Saturday, August 13, 2022

Review - HR 8403 Introduced – Federal Cybersecurity Initiatives

Last month, Rep Swalwell (D,CA) introduced HR 8403, the Proactive Cyber Initiatives Act of 2022. The bill would establish requirements for proactive cybersecurity measures such as penetration testing and deceptive defense processes for federal information systems. It would require reports to Congress on penetration testing, active defense and proactive cybersecurity initiatives. No new funding is authorized by the bill.

Moving Forward

Swalwell is not a member of either the Oversight and Reform Committee or Armed Services Committee to which this bill was assigned for consideration. This means that there is not likely to be sufficient influence to see this bill considered in either committee. I see nothing in the bill that would engender any organized opposition. I suspect that the bill would receive bipartisan support in either committee. The bill would probably be considered in the House under the suspension of the rules process.

Swalwell is a member of the House Homeland Security Committee and I suspect that he figured that the bill would be assigned to that committee for consideration. To be fair, that is the committee to which I would have expected it to be assigned. I suspect that the Oversight and Reform assignment is a political attempt to expand the cybersecurity oversight responsibility of that Committee. The secondary assignment to the Armed Services Committee is required because of the DOD study and report requirements in Section 7.

Commentary

The active defense report requirements in Section 6 seem to be rather bland until you go back and look at the definition of ‘active defense’ in Section 2. That definition includes feeding false information to an attacker, presumably through some sort of honeypot, and the use of “proportional action taken in response to an unlawful breach”. Typically, that phrase is used as a less confrontational way of describing limited ‘hack back’ actions. This is why the report is required to address “analysis of whether there are legislative, regulatory, or resource burdens” that need to be addressed before such actions can be undertaken. What is missing from that analysis is requirement is a specific need to identify the limits that would have to be imposed on such activities. I would change §6(b)(3) to read:

“(3) An analysis of whether there are legislative, regulatory, or resource burdens that prevent such techniques from being effectively utilized, including the resources necessary to implement such techniques, and a reasonable set of limitations that should be imposed on using such techniques.”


**Exercise details**
Set down the data below in full and exactly, minus the pictures.

**Provided data**
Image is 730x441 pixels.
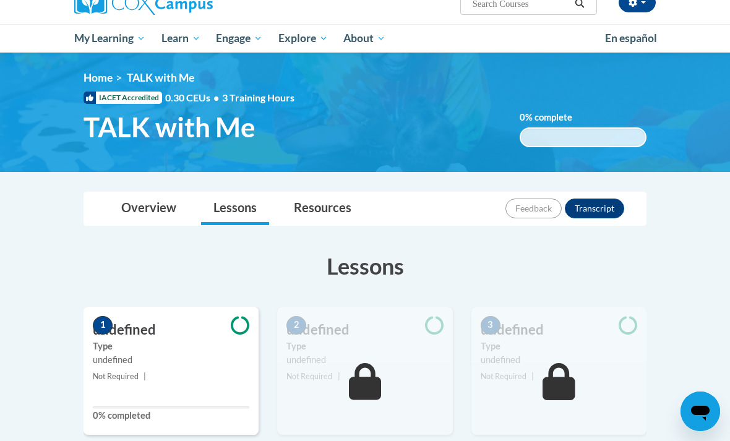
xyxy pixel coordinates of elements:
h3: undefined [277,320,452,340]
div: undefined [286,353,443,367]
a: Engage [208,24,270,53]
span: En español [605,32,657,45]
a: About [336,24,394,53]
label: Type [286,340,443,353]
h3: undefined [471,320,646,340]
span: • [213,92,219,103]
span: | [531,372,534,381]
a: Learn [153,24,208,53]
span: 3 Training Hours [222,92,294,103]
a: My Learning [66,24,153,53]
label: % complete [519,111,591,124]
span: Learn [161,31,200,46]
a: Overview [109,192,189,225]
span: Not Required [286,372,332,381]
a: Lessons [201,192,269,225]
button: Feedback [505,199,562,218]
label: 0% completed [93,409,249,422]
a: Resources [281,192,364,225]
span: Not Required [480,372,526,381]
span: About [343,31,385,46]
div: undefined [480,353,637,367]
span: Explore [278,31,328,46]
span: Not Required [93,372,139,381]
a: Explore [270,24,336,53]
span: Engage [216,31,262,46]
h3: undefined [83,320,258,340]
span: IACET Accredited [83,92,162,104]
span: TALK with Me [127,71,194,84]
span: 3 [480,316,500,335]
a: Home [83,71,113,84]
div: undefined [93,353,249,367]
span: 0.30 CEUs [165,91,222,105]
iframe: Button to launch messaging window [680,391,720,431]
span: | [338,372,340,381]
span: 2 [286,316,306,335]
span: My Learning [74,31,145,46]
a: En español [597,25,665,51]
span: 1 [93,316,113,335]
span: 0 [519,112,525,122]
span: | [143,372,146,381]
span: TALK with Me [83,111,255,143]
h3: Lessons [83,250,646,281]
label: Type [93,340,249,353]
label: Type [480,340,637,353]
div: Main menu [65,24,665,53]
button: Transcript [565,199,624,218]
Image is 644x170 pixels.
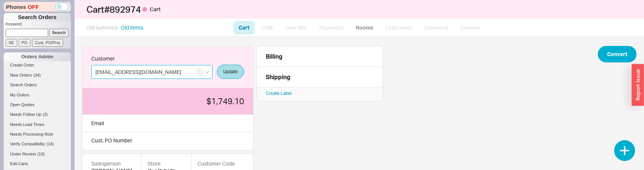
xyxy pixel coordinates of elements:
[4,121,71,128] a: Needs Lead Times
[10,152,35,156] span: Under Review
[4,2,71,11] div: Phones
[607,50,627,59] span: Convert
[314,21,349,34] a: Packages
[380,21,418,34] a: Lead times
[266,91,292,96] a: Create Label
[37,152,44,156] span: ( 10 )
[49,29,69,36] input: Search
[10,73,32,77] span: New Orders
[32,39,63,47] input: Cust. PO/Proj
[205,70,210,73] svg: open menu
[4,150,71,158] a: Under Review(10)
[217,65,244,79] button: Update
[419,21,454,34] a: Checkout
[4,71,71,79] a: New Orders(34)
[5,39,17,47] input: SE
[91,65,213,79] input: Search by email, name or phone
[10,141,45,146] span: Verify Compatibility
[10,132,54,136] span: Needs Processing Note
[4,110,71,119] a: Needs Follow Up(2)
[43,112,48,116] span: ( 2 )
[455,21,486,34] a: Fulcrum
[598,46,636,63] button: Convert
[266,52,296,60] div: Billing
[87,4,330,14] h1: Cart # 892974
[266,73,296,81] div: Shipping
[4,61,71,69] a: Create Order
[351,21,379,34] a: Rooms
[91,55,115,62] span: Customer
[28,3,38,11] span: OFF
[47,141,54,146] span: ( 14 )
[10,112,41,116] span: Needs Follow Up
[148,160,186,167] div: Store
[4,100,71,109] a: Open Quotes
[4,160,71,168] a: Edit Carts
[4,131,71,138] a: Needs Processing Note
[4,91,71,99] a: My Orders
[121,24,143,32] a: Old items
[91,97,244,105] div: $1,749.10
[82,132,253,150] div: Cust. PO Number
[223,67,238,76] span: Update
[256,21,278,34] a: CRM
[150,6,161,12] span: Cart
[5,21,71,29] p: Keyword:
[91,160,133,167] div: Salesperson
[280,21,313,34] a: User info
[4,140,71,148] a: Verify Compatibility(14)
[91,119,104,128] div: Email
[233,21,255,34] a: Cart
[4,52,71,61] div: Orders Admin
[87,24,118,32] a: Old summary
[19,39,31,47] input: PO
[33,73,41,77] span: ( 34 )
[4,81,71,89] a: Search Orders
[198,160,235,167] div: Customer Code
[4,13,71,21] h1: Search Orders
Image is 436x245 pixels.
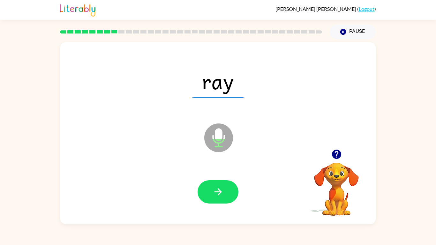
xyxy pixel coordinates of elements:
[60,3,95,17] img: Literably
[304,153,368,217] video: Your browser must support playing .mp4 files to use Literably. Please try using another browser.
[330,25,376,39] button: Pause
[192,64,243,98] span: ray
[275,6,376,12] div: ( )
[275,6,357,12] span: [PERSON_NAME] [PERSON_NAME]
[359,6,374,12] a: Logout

**Task response**
Image is 730x441 pixels.
xyxy pixel coordinates of elements:
h3: undefined [277,320,452,340]
div: undefined [286,353,443,367]
a: Engage [208,24,270,53]
span: En español [605,32,657,45]
a: About [336,24,394,53]
label: Type [286,340,443,353]
h3: undefined [471,320,646,340]
span: • [213,92,219,103]
span: | [531,372,534,381]
a: Learn [153,24,208,53]
span: 3 Training Hours [222,92,294,103]
a: My Learning [66,24,153,53]
label: % complete [519,111,591,124]
span: Learn [161,31,200,46]
a: Overview [109,192,189,225]
span: Not Required [286,372,332,381]
a: Lessons [201,192,269,225]
button: Feedback [505,199,562,218]
label: 0% completed [93,409,249,422]
a: Resources [281,192,364,225]
span: Not Required [480,372,526,381]
span: About [343,31,385,46]
div: undefined [480,353,637,367]
span: Explore [278,31,328,46]
span: Not Required [93,372,139,381]
a: Explore [270,24,336,53]
span: Engage [216,31,262,46]
h3: undefined [83,320,258,340]
span: IACET Accredited [83,92,162,104]
span: TALK with Me [127,71,194,84]
span: 3 [480,316,500,335]
a: Home [83,71,113,84]
div: undefined [93,353,249,367]
span: 0.30 CEUs [165,91,222,105]
iframe: Button to launch messaging window [680,391,720,431]
span: | [338,372,340,381]
span: 2 [286,316,306,335]
span: My Learning [74,31,145,46]
a: En español [597,25,665,51]
span: 1 [93,316,113,335]
span: 0 [519,112,525,122]
span: | [143,372,146,381]
span: TALK with Me [83,111,255,143]
h3: Lessons [83,250,646,281]
label: Type [93,340,249,353]
label: Type [480,340,637,353]
div: Main menu [65,24,665,53]
button: Transcript [565,199,624,218]
Image is 644x170 pixels.
xyxy pixel coordinates of elements:
[4,121,71,128] a: Needs Lead Times
[10,152,35,156] span: Under Review
[4,2,71,11] div: Phones
[607,50,627,59] span: Convert
[314,21,349,34] a: Packages
[380,21,418,34] a: Lead times
[266,91,292,96] a: Create Label
[37,152,44,156] span: ( 10 )
[49,29,69,36] input: Search
[10,73,32,77] span: New Orders
[32,39,63,47] input: Cust. PO/Proj
[205,70,210,73] svg: open menu
[4,150,71,158] a: Under Review(10)
[217,65,244,79] button: Update
[419,21,454,34] a: Checkout
[4,71,71,79] a: New Orders(34)
[5,39,17,47] input: SE
[91,65,213,79] input: Search by email, name or phone
[10,141,45,146] span: Verify Compatibility
[10,132,54,136] span: Needs Processing Note
[4,110,71,119] a: Needs Follow Up(2)
[43,112,48,116] span: ( 2 )
[455,21,486,34] a: Fulcrum
[598,46,636,63] button: Convert
[266,52,296,60] div: Billing
[87,4,330,14] h1: Cart # 892974
[266,73,296,81] div: Shipping
[4,61,71,69] a: Create Order
[351,21,379,34] a: Rooms
[91,55,115,62] span: Customer
[28,3,38,11] span: OFF
[47,141,54,146] span: ( 14 )
[10,112,41,116] span: Needs Follow Up
[148,160,186,167] div: Store
[4,100,71,109] a: Open Quotes
[4,160,71,168] a: Edit Carts
[4,131,71,138] a: Needs Processing Note
[4,91,71,99] a: My Orders
[121,24,143,32] a: Old items
[91,97,244,105] div: $1,749.10
[82,132,253,150] div: Cust. PO Number
[223,67,238,76] span: Update
[256,21,278,34] a: CRM
[150,6,161,12] span: Cart
[5,21,71,29] p: Keyword:
[91,160,133,167] div: Salesperson
[280,21,313,34] a: User info
[4,140,71,148] a: Verify Compatibility(14)
[91,119,104,128] div: Email
[233,21,255,34] a: Cart
[4,52,71,61] div: Orders Admin
[87,24,118,32] a: Old summary
[19,39,31,47] input: PO
[33,73,41,77] span: ( 34 )
[4,81,71,89] a: Search Orders
[198,160,235,167] div: Customer Code
[4,13,71,21] h1: Search Orders
Image is 436x245 pixels.
xyxy pixel coordinates of elements:
[60,3,95,17] img: Literably
[304,153,368,217] video: Your browser must support playing .mp4 files to use Literably. Please try using another browser.
[330,25,376,39] button: Pause
[192,64,243,98] span: ray
[275,6,376,12] div: ( )
[275,6,357,12] span: [PERSON_NAME] [PERSON_NAME]
[359,6,374,12] a: Logout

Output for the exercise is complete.